Tuesday 28 January 2014

International Holocaust Memorial Day

Correctly speaking, this is the Memorial to the Murdered Jews of Europe, in Berlin, but everyone knows it as the Holocaust Memorial. It consists of 2711 concrete slabs of various heights, arranged in a grid pattern over an area of nearly five acres. It's an odd concept, not like any other sort of memorial I've visited, and some mindless ratbags even seemed to be playing hide and seek through it, but there's no doubting its serious intent. Huge and grey and sharp-edged and full of shadows - I think it works. Because, really, how else could you do it? The scale of the atrocity, and the horrific detail of it, are pretty much untranslatable into anything more graphic.

It's enough that Auschwitz, and the other death camps, are still there, open to everyone and un-whitewashed. Our Insight Vacations coach tour of Eastern Europe was WWII-centric and often very grim, but it was fascinating and educational and memorable, and I'm glad that I've done it. Especially Auschwitz: to walk through those buildings, lined with framed photos of prisoners, past the tangle of spectacles, the mounds of hair, the huge piles of shoes, all sizes, in the company of a guide whose grandfather survived Auschwitz, really focused the mind. The cells, firing range yard and gallows posts, the high electric fences, the extermination wing... and then the shower room, and the gas ovens with their clever mechanism for efficient transferral of corpse into flames: everyone should go there, and be reminded of what can happen.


→ WHAT THE EXERCISE ASKS
Repeat precisely the span of lines below that opens with the line containing "You are a GUI" and closes with the line containing "Image resolution: width=1103", both included.

→ EXERCISE MATERIAL
################
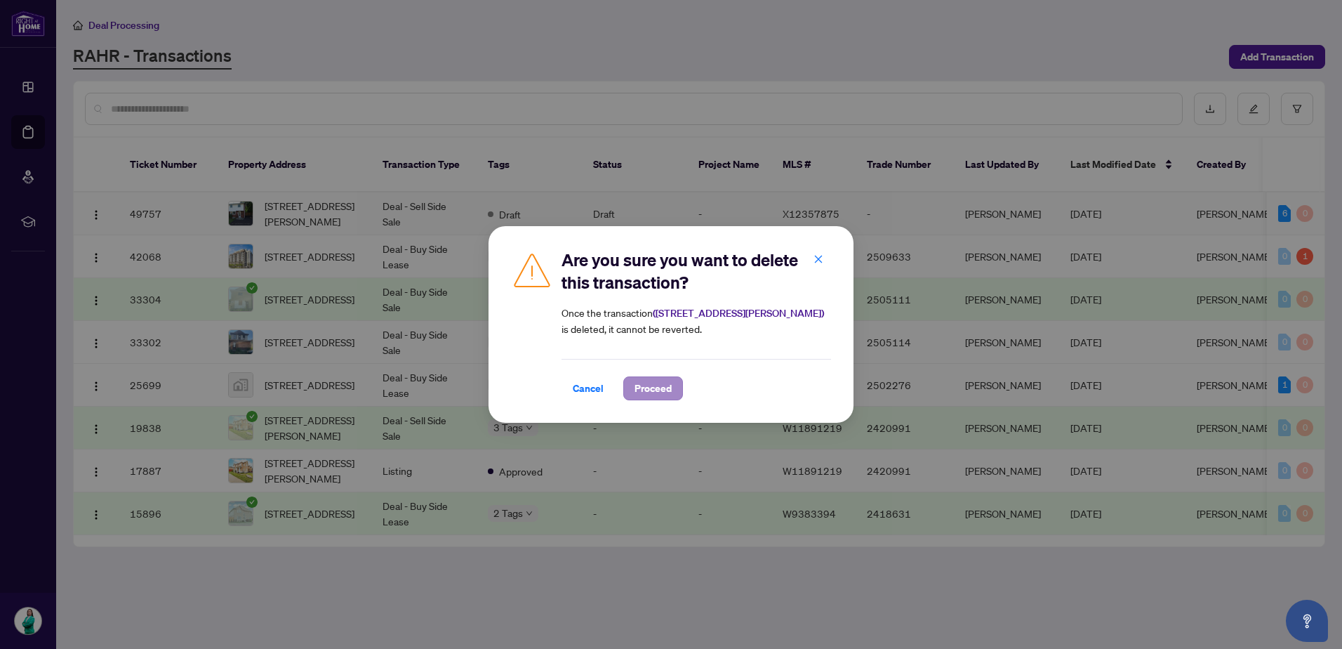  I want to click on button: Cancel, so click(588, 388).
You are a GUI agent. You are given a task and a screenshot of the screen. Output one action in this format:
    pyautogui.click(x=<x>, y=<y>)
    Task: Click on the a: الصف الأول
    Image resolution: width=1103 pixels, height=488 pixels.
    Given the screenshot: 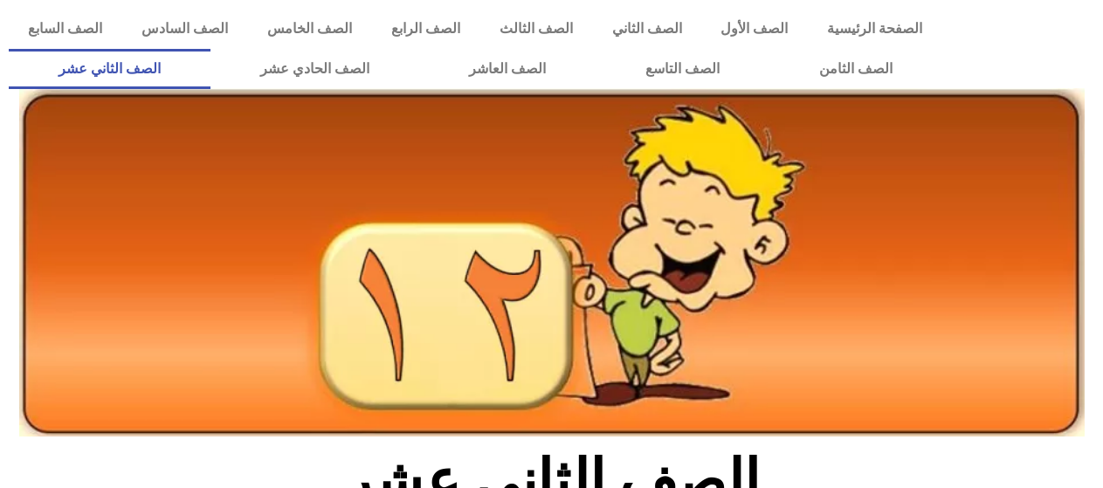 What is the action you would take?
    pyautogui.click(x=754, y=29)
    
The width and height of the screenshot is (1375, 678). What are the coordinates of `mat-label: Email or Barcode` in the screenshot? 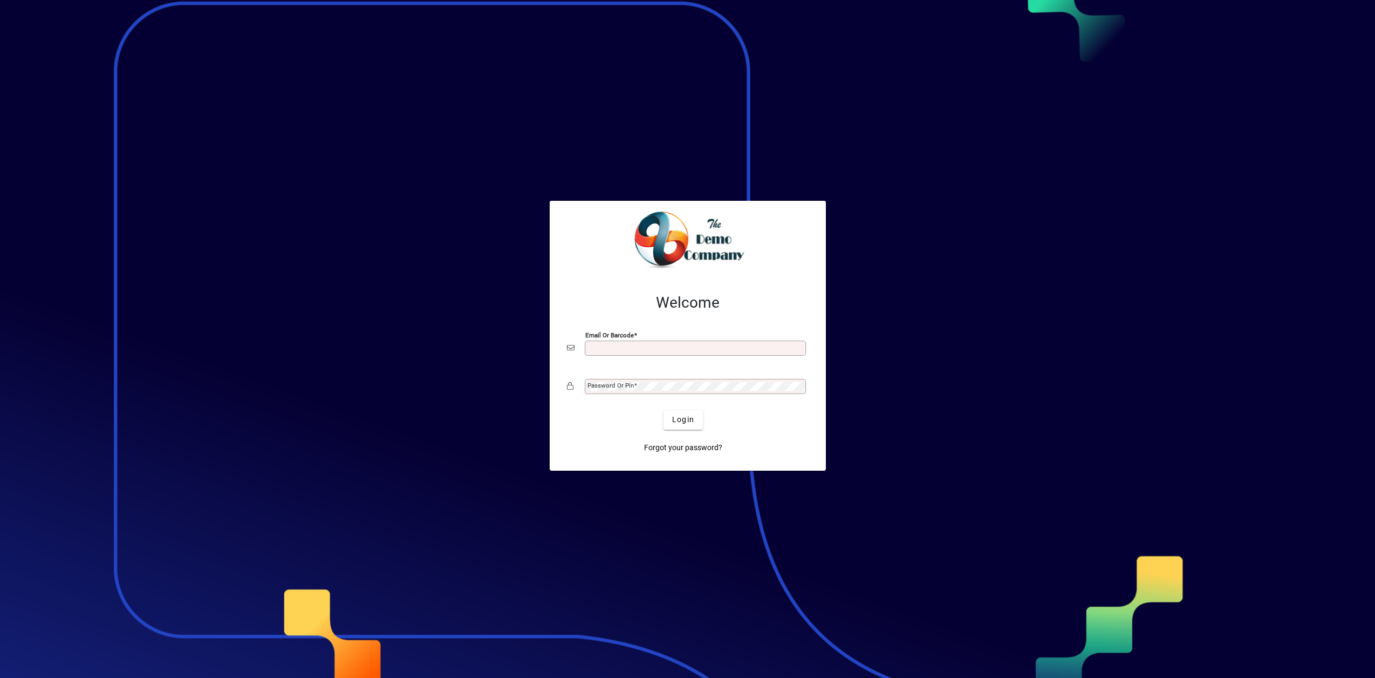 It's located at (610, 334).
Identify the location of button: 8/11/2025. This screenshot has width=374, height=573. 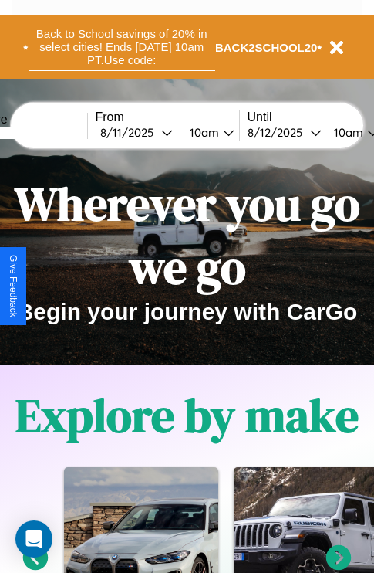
################
→ OUTPUT
You are a GUI agent. You are given a task and a screenshot of the screen. Output one action in this format:
    pyautogui.click(x=<x>, y=<y>)
    Task: Click on the a: الصف الأول
    Image resolution: width=1103 pixels, height=488 pixels.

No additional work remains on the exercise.